The territory of Naphtali holds particular messianic significance recognized by the Fathers and the liturgical tradition. Isaiah 9:1 singles out Naphtali by name — "the land of Zebulun and the land of Naphtali... the people who walked in darkness have seen a great light" — and Matthew 4:12–17 explicitly fulfills this prophecy in the ministry of Jesus, who settles in Capernaum on the Sea of Galilee, within ancient Naphtali's bounds. The Church Fathers, including St. Jerome (Commentary on Matthew) and St. John Chrysostom (Homilies on Matthew, 14), saw in this geography a deliberate divine pedagogy: the humblest and most northerly tribe, far from Jerusalem, is chosen as the first theater of the Gospel's proclamation. God's logic perpetually inverts human expectations.
The Cities of Refuge within Naphtali's territory (notably Kedesh) are interpreted by the Fathers — including Origen (Homilies on Joshua, Homily 9) — as types of Christ himself and of the Church, into whom the sinner flees for protection from the wages of sin (Romans 6:23). The Church's sacrament of Reconciliation is the living fulfillment of this ancient institution.

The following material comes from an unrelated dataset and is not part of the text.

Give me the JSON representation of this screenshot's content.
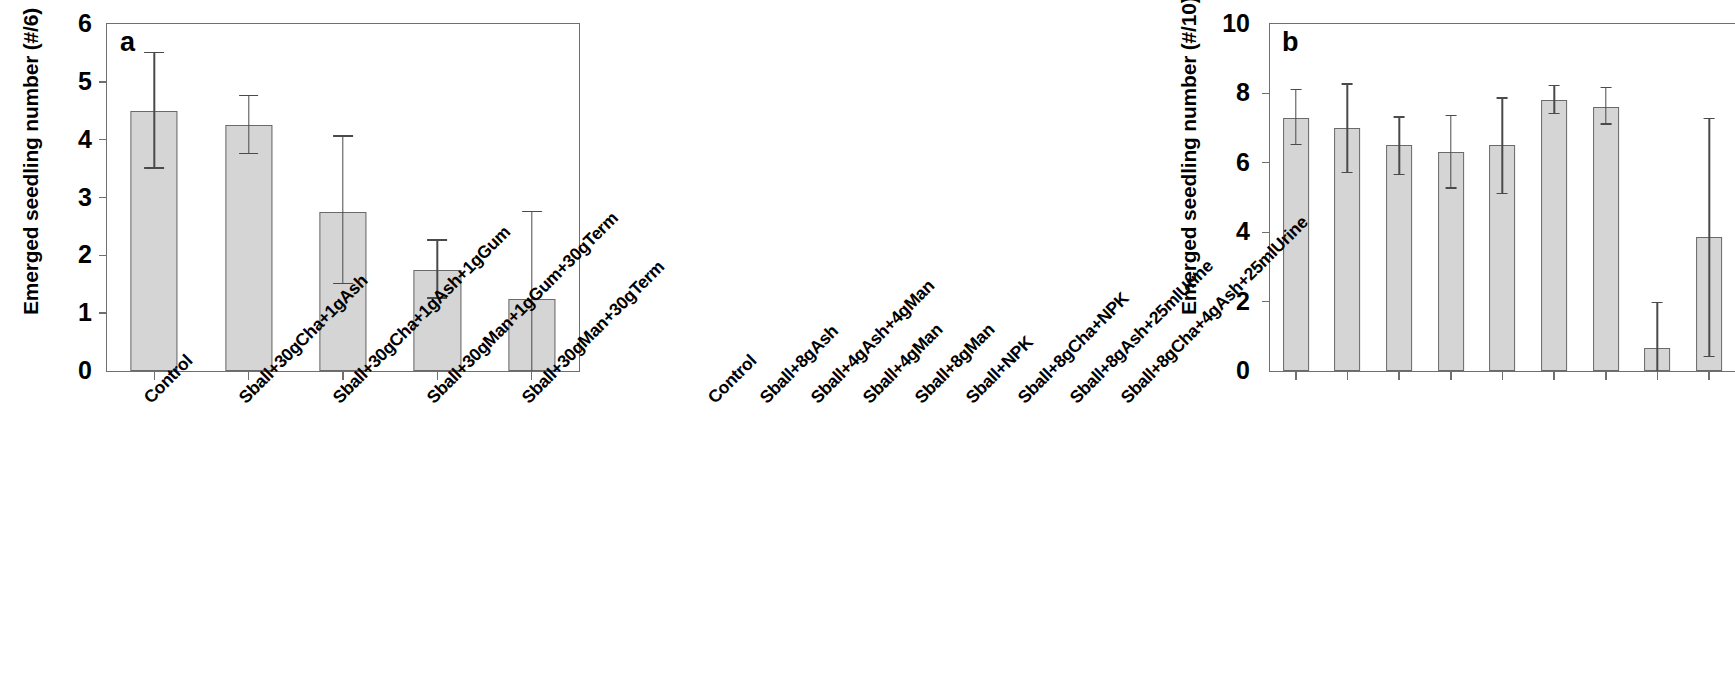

The meticulous geography of Naphtali's inheritance carries a quietly urgent message for the contemporary Catholic: God's promises are not vague or sentimental — they are specific, binding, and kept. Each named city, each measured boundary, testifies that God does not deal in generalities with his people. He knows every family, every village, every "oak at Zaanannim" of your particular life.
For the Catholic today, this passage invites a concrete spiritual practice: to take inventory of what God has already given. In an age of spiritual restlessness, anxiety about the future, and a sense that one's life lacks meaning or definition, the land-grant texts of Joshua call us to stand still long enough to recognize the real inheritance already placed in our hands — our baptismal identity, our family, our parish, our vocation. These are not accidents; they are portions "cast by lot" in the divine providence.
Naphtali's territory becomes, in Matthew 4, the first home of the Gospel. This should challenge every Catholic: the peripheral, the overlooked, the unglamorous corners of our lives and communities are often precisely where the Light of the World chooses to dwell and work. Missionary discipleship begins not in Jerusalem but in Galilee — not in grandeur but in the ordinary inheritance we have already been given.
Verse 39 — The Formal Conclusion: The closing formula mirrors those of the preceding lots and emphasizes completeness and legal finality. "Cities with their villages" (ʿārîm wěḥaṣrêhem) indicates that the inheritance encompasses both the urban centers and the rural settlements dependent on them — the whole of communal life is provided for. Nothing is left unprovided.